Using an approach called genetic fate-mapping, the team reveals emerging islands of red-labeled neurons (left image), which are born around the 11th day of embryonic development. They self-assemble to form structural compartments called striosomes. On the 15th day, a parallel but functionally separate compartment within the emerging striatum, called the matrix, reaches the high point of its emergence. We see the result in the image on the right—vast areas populated with neurons ablaze with red fluorescence. The already formed striosomes, not tagged in this image, appear black.

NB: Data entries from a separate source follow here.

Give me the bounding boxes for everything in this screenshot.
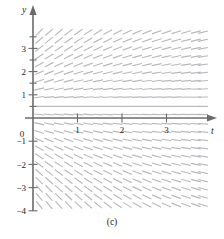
slope-mark (94, 30, 103, 35)
slope-mark (171, 147, 181, 149)
slope-mark (93, 139, 103, 142)
slope-mark (171, 155, 181, 157)
slope-mark (132, 47, 142, 50)
slope-mark (74, 146, 83, 150)
slope-mark (74, 154, 83, 158)
slope-mark (84, 186, 92, 192)
slope-mark (171, 139, 181, 140)
slope-mark (34, 130, 43, 133)
slope-mark (162, 179, 172, 182)
slope-mark (142, 55, 152, 58)
y-axis-label: y (21, 5, 27, 15)
t-axis-label: t (211, 126, 214, 136)
slope-mark (93, 46, 102, 50)
slope-mark (84, 170, 93, 175)
slope-mark (103, 46, 112, 50)
slope-mark (54, 71, 63, 75)
slope-mark (83, 80, 93, 82)
slope-mark (103, 38, 112, 42)
slope-mark (142, 195, 151, 199)
slope-mark (132, 89, 142, 90)
slope-mark (132, 80, 142, 81)
slope-mark (83, 97, 93, 98)
slope-mark (84, 194, 92, 200)
slope-mark (36, 29, 43, 36)
slope-mark (152, 55, 162, 57)
slope-mark (84, 202, 92, 209)
slope-mark (152, 163, 162, 166)
direction-field-figure: 123321−1−2−3−4ty0 (c) (0, 0, 224, 239)
slope-mark (181, 171, 191, 173)
slope-mark (113, 178, 122, 182)
slope-mark (64, 154, 73, 159)
slope-mark (45, 54, 54, 59)
slope-mark (64, 131, 74, 134)
slope-mark (64, 46, 73, 51)
slope-mark (44, 123, 54, 125)
slope-mark (44, 71, 53, 75)
slope-mark (93, 88, 103, 89)
slope-mark (181, 155, 191, 157)
slope-mark (162, 55, 172, 57)
slope-mark (181, 39, 191, 41)
slope-mark (171, 123, 181, 124)
slope-mark (103, 170, 112, 174)
slope-mark (152, 131, 162, 132)
slope-mark (181, 147, 191, 149)
slope-mark (73, 97, 83, 98)
slope-mark (94, 178, 103, 183)
slope-mark (83, 63, 92, 66)
slope-mark (171, 163, 181, 165)
slope-mark (132, 163, 142, 166)
slope-mark (93, 80, 103, 82)
slope-mark (152, 39, 162, 42)
figure-caption: (c) (0, 217, 224, 227)
slope-mark (83, 88, 93, 90)
slope-mark (45, 185, 52, 192)
slope-mark (152, 203, 161, 207)
slope-mark (142, 203, 151, 208)
slope-mark (181, 89, 191, 90)
t-axis-tick-label: 3 (164, 125, 169, 135)
slope-mark (162, 72, 172, 73)
slope-mark (172, 31, 182, 34)
slope-mark (113, 155, 122, 158)
slope-mark (122, 72, 132, 74)
slope-mark (172, 187, 181, 190)
slope-mark (171, 80, 181, 81)
slope-mark (35, 62, 44, 67)
slope-mark (123, 147, 133, 150)
slope-mark (46, 193, 53, 200)
slope-mark (171, 171, 181, 174)
slope-mark (103, 131, 113, 133)
slope-mark (65, 178, 73, 184)
slope-mark (103, 123, 113, 124)
slope-mark (103, 63, 113, 66)
slope-mark (93, 162, 102, 166)
slope-mark (54, 146, 63, 150)
slope-mark (44, 138, 53, 142)
slope-mark (74, 170, 82, 175)
slope-mark (132, 123, 142, 124)
slope-mark (64, 37, 72, 43)
slope-mark (123, 171, 132, 175)
slope-mark (132, 39, 141, 43)
slope-mark (142, 131, 152, 132)
slope-mark (123, 163, 132, 166)
slope-mark (75, 202, 82, 209)
slope-mark (133, 203, 142, 208)
slope-mark (45, 162, 53, 168)
slope-mark (74, 80, 84, 82)
slope-mark (74, 162, 83, 167)
slope-mark (152, 179, 161, 182)
slope-mark (45, 146, 54, 151)
slope-mark (74, 54, 83, 58)
slope-mark (152, 64, 162, 66)
slope-mark (123, 179, 132, 183)
slope-mark (132, 55, 142, 58)
slope-mark (103, 72, 113, 74)
slope-mark (181, 56, 191, 58)
slope-mark (45, 46, 53, 52)
slope-mark (94, 202, 102, 208)
slope-mark (142, 72, 152, 74)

These two portions of the striatum, the striosomes and matrix, perform its two main, yet separate, functions: respectively, the evaluation of information and the selection of how to act. The new research reveals that they are generated by the same progenitor cells in the embryonic brain, called radial glial cells. “Seeing how key brain structures are built,” says Huang, “offers a kind of insight into function—and malfunction in disease—that is simply not possible by reverse-engineering an already mature brain.”